Source: Gartner Inc.

Considerations in Product Selection

If you're selecting a product, consider scalability. Will the product keep pace with the amount of email your organization produces? Can it adapt to your organization's evolving policies? You should be able to easily modify the who, what and how of email archiving. And of course, your organization may have specific technical requirements that supersede policy considerations. At Webcor Builders, Davis needed an archiving system that could search attachments as well as message content so nothing would fall through the cracks.

As Gable and others point out, however, the groundswell of interest in archiving technology belies the cultural maneuvers involved. "One of the biggest difficulties for CIOs is thinking of email archiving as a silver bullet," Gable says. "They buy a system and scratch another item off their to-do list without really thinking through why they are doing it. People think you can just buy a system and save everything for the same period of time." Such an approach sidesteps the biggest challenge: acclimating users with varying needs.

"The technology itself is fairly simple," says Gartner's Cain. "There are third-party add-ons to run in-house, or you can essentially outsource everything with a hosting service." Much more difficult are "the political and emotional issues dictating what gets saved and for how long."

So it behooves organizations to develop a retention policy first and then find the technology to enforce it. Unfortunately, that's seldom the way it works. "Most go about archiving backwards," Cain says. "They aggressively find the technology and then come up with a policy."

That's the progression that Mau followed, albeit grudgingly. "Before we got an archiving system, I went to management and told them I could go ahead and delete our users' personal folders, but then my tires would be slashed in the parking lot," he says. Without first centralizing archiving and thereby discontinuing the use of personal folders for that purpose, Mau suspected he couldn't effectively enforce a policy.

Once B&N wrests control of archiving from end users, a project that the company should complete this year, Mau will sit down with management and hammer out a policy. "We really have to think [about] how long users should keep email," says Mau. "We have some here who are strong legal proponents of deletion and others who are proud that they have every email they've ever sent."

Like Mau, CIO George Yacoub acquired archiving technology without an archiving policy, which he admits has made his job more challenging. He recently installed an EMC archiving system to manage storage at the Barbara Ann Karmanos Cancer Institute in Detroit, where many users' inboxes were reaching their limits. With the system, users are notified when their inboxes are approaching their limits, and they have the option of deleting messages or moving them to their local hard drives or offline media such as CDs.

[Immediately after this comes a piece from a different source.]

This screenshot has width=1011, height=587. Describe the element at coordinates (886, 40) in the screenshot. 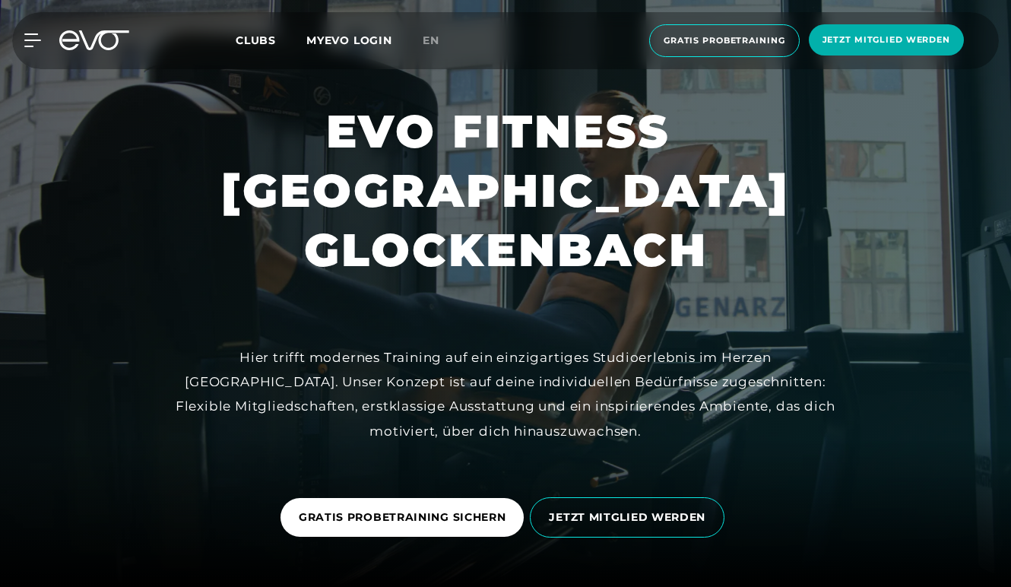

Even without a policy, Yacoub says the archiving system is an important component of a longer-term storage management strategy. Eventually, he would like to devise a policy that restricts the use of email as a document management tool. He is currently testing a retention schedule that archives messages after 30 days, and ideally he would like to make a document management and imaging system available. "Instead of saving everything as an attachment, we need to educate users to use document imaging or archiving as management tools," he says.